Years ago I initially met ORMs with glee at the time they would save. However, after a while I found I hated them. They create at least as many problems as they solve when you try to go beyond the simple stuff. And nowadays the main reason I ever had to use one -- loading and saving entities with multiple levels of child objects -- is solved in most cases by storing things as JSON. Which gives a much simpler load and save story than ORMs could possibly accomplish.

I will use a simple mapper like Dapper which literally just translates rows to objects. It operates similar to the way that reflection-based JSON serializers work. So there is no db configuration to keep up to date like with most ORMs. I've previously written about how I do queries in this post.

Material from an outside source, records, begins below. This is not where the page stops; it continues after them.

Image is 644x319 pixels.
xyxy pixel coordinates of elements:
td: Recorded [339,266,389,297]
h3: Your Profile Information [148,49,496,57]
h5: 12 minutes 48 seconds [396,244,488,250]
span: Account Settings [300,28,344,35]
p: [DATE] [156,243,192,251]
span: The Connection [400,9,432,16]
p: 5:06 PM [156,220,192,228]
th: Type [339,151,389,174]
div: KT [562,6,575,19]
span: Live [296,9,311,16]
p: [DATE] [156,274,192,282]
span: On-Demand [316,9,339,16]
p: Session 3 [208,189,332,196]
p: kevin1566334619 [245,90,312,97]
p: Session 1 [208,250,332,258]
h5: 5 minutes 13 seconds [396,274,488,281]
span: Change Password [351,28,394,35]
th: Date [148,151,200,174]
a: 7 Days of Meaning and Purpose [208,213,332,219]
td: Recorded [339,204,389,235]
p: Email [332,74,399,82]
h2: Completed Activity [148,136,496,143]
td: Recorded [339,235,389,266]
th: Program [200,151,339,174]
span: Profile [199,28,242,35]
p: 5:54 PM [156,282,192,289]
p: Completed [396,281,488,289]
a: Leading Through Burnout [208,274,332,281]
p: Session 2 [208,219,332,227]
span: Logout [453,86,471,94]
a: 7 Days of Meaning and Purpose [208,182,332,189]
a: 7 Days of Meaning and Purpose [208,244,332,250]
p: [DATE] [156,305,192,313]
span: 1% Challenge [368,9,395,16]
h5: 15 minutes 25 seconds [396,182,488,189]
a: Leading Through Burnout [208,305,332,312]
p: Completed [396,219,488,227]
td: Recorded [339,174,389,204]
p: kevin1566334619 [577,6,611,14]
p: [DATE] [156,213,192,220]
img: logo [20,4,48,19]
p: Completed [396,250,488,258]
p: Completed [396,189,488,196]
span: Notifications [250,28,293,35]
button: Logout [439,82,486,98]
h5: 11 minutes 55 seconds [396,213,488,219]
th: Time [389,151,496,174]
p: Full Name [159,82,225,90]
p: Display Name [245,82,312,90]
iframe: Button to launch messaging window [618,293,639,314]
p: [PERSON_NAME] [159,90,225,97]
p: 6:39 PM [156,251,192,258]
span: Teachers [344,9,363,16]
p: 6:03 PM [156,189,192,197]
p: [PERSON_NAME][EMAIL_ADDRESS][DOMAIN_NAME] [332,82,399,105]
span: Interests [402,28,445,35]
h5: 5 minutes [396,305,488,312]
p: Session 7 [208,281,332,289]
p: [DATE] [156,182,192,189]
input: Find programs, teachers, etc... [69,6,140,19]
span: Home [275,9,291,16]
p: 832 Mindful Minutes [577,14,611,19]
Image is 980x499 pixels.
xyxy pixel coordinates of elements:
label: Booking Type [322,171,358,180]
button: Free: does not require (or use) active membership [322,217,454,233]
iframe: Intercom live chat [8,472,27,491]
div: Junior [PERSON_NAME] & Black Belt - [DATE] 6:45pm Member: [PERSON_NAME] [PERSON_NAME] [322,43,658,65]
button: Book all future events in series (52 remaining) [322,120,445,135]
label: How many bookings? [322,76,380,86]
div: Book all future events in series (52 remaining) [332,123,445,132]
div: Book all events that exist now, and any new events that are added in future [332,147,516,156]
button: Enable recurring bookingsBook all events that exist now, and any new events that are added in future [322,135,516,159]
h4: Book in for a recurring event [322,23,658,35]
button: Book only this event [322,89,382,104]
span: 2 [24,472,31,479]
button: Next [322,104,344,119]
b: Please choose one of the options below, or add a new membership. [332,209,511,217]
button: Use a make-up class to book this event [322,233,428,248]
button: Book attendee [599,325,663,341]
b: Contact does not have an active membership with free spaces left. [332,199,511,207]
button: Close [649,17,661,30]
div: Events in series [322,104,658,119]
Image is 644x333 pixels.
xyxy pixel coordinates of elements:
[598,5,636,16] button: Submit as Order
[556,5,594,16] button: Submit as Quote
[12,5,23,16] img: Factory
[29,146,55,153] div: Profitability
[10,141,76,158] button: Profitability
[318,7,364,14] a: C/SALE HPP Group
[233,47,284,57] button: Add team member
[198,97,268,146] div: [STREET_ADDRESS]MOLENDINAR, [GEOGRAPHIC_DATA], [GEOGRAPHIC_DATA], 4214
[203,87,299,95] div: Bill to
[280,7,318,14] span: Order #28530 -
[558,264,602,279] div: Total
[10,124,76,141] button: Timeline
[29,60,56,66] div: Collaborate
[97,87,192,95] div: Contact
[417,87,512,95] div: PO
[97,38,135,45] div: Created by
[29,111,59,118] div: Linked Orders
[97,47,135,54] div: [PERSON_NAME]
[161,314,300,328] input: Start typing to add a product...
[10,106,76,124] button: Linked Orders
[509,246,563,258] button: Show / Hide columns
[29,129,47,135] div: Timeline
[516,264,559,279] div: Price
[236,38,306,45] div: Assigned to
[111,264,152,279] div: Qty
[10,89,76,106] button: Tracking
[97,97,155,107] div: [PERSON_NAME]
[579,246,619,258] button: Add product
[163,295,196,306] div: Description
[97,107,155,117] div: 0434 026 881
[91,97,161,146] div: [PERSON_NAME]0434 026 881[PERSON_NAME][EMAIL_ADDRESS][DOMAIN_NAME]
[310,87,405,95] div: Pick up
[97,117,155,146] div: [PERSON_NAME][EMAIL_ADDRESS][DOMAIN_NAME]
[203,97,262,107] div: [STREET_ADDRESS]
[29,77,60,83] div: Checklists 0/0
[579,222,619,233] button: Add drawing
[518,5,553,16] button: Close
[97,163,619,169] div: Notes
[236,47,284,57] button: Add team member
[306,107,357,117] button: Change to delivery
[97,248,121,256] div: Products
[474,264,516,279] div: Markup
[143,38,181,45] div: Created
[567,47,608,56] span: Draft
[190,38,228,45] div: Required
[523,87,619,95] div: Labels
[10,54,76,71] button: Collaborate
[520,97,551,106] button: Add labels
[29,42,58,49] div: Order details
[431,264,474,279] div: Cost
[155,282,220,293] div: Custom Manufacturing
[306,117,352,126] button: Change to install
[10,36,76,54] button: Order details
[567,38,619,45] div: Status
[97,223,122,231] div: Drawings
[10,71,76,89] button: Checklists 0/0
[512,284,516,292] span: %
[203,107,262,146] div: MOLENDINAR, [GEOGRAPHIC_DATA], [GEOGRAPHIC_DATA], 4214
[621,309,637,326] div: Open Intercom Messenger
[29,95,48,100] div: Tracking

The key (for us) to keeping SQL access simple is that every business decision generates an event (a simple read-only data object), which later gets translated into SQL statements. As we move our legacy systems to this style, the resulting SQL data is still the source of truth, and the events serve as a log.

Aside: Generating an event instead of directly saving an object also makes business logic very easy to test. Since there is no database access to mock. In general we move all IO-based dependencies out of the business logic. aka Dependency Rejection.

In our later systems, the events themselves are saved and become the source of truth -- aka Event Sourcing. Although we may consult the relational models to check for things like uniqueness or relational constraints. So basically, the SQL data is just used for queries and we can rebuild them at any time from events. In fact, changing the SQL models are quite easy. We literally drop the affected tables and create the new versions and replay all the events to repopulate them.

I don't profess to have as much experience with the Repository pattern, but I have tried it here and there and found that I didn't care for it. Although it seems like the least objectionable alternative when storing domain objects into a relational model.